Special Issue: Reporting from the Front: First-hand experiences, dilemmas and open questions
Linda Risso - Reporting from the front: First-hand experiences, dilemmas and open questions
Richard Norton-Taylor - Forty years’ personal experience
Martin Plaut - Reporting conflict in Africa
Keith Somerville - Framing conflict – the Cold War and after: Reflections from an old hack
Marie-Soleil Frère - ‘I wish I could be the journalist I was, but I currently cannot’: Experiencing the impossibility of journalism in Burundi
Ben O'Loughlin and the rest of the MWC team are grateful to Dr. Risso and all the contributors.

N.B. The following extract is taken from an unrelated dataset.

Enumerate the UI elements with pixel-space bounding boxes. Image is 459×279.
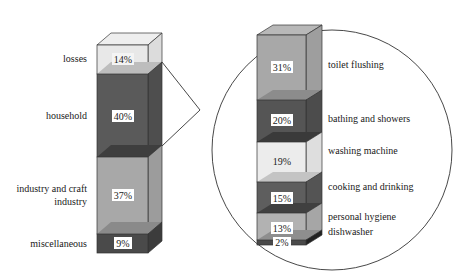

New Article Out Now in Media, Culture & Society: A Primary Definer Online: the Construction and Propagation of a Think Tank’s Authority on Social Media
I have a new article out (co-authored with Nick Anstead) in Media, Culture & Society (in their Online First section)
Here’s the abstract:
Who has power in the construction of economic news in the United Kingdom? Are social media reshaping how this power is enabled? We examine the public Twitter interactions between journalists, political elites and, what is arguably the United Kingdom’s most important think tank, the Institute for Fiscal Studies (IFS), during the 2015 UK general election campaign. Combining human-coded content analysis and network analysis of Twitter discourse about the IFS during a 38-day period, we explain how and why the authority of this think tank is being translated to social media. We develop a new, social media theory of ‘primary definers’ and show how the political authority on which such roles rest is co-constructed and propagated by professional journalists and political elites. Central to this process is a behaviour we conceptualize and measure: authority signalling. Our findings call into question some of the more sanguine generalizations about social media’s contribution to pluralist democracy. Given the dominance of public service broadcasters in the processes we identify, we argue that, despite the growth of social media, there can be surprising limits on the extent to which contemporary media systems help citizens gain information about the assumptions underlying economic policy.
Keywords
austerity, authority signalling, economic policy, journalism, news, power, social media
This project was an opportunity to explore a puzzle that I’ve been pondering during many years of watching political coverage in the UK, but especially since the 2008 financial crisis and the Great Recession: why is it that the IFS is treated with almost universally reverential coverage by elite media in Britain? How and why does this work across digital media and broadcast media? And what are the implications for British democracy?
A second article is in progress (co-authored with newpolcom PhD students Declan McDowell-Naylor, Amy P. Smith, and Ellen Watts) examining the discursive authority signalling of the IFS in a sample of 130+ hours of broadcast news during the 2015 election.
This research was made possible by funding from the British Academy and the Leverhulme Trust, to whom I’m most grateful for support.
If you’re at the ICA conference in San Diego next week, I’ll be presenting on this topic on Monday at 2.15 in the Hilton Bayfront Hotel, Room Indigo 206, 2.
Link to my Articles page, where you can access the piece in published and pre-print versions.